Red caught forty seconds of hard rain and reached Kelley’s Klub dripping. Cliff Morgan occupied a table with a half-dead bottle and a dancer on his lap. Christ, Red thought, that little concita reminds me of why a fellow can never go on a diet of straight blondes.

“Aren’t you going to introduce me to your little friend?” Red said on entering.

“This is Choo-Choo,” Cliff said. “Her and her sister, Candi, do a real artistic number together. They’d like to be broadened by a mature man.”

Red took his hotel key out and handed it to ChooChoo. “Arrange to get off about nine or ten o’clock,” Red said, “I’ll square it with Kelley.”

She took the key. Red’s hand felt the beautiful curve of her hip and she left.

“Thanks,” Red said to Cliff.

“My treat,” Cliff answered. Red wished to hell Cliff Morgan had paid the installment on his jet.

“I hear the CIA was looking for you.”

“Yeah, they want me to fly our delivery in a transport and drop them in the Sierra Maestra. Fifty thousand in it.”

“You take the job?”

“After I finish up our charter. When we leaving?”

“I’ve got a little business at the Villa. Was going to leave tonight, but Choo-Choo and Koo-Koo .. . well, tomorrow morning. File a flight plan for Lubbock.”

The guards passed the Villa Pedro Oberg’s limo through the gates. Red emerged and with Hans Pedro disappeared into the safe room that had no eyes or ears. It was one of the most protected civilian buildings from the Rio Grande to the tip of Argentina.
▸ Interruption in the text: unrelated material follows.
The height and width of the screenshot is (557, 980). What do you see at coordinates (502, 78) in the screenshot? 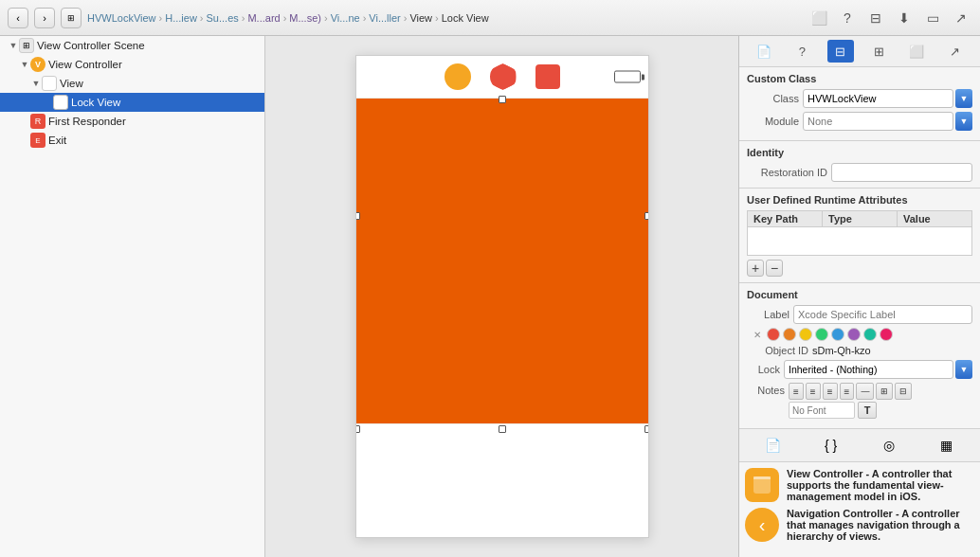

The fucking little Swiss banker, Claus Von Manfried, was at hand to pick up droppings of the deals. Could he operate! He spread the large accounts into a half dozen to a dozen banks, all numbered and inaccessible accounts.

“Let’s see what I’ve got here,” Hans Pedro said. “I have a verification of the pieces you sent down. Payable to you in the sum of two million, seven hundred and fifty thousand dollars. Minus four hundred and seventy thousand you owe for the Bulgarian AK’s.”

“Yeah, I owe Moshe Rosenthal a hundred and fifty thousand.”

“Have you verified your purchase?”

“Yeah, I checked this morning. They’re all there. They’ll be going up on a Greek freighter, Kaspos. What have I got left over?” Clauf Von Manfried’s calculator added in bribes, transportation, Hans Pedro Oberg’s clearinghouse fees.

“Slightly under a million.”

“What’re my total deposits?” “Thirty million in eight accounts.”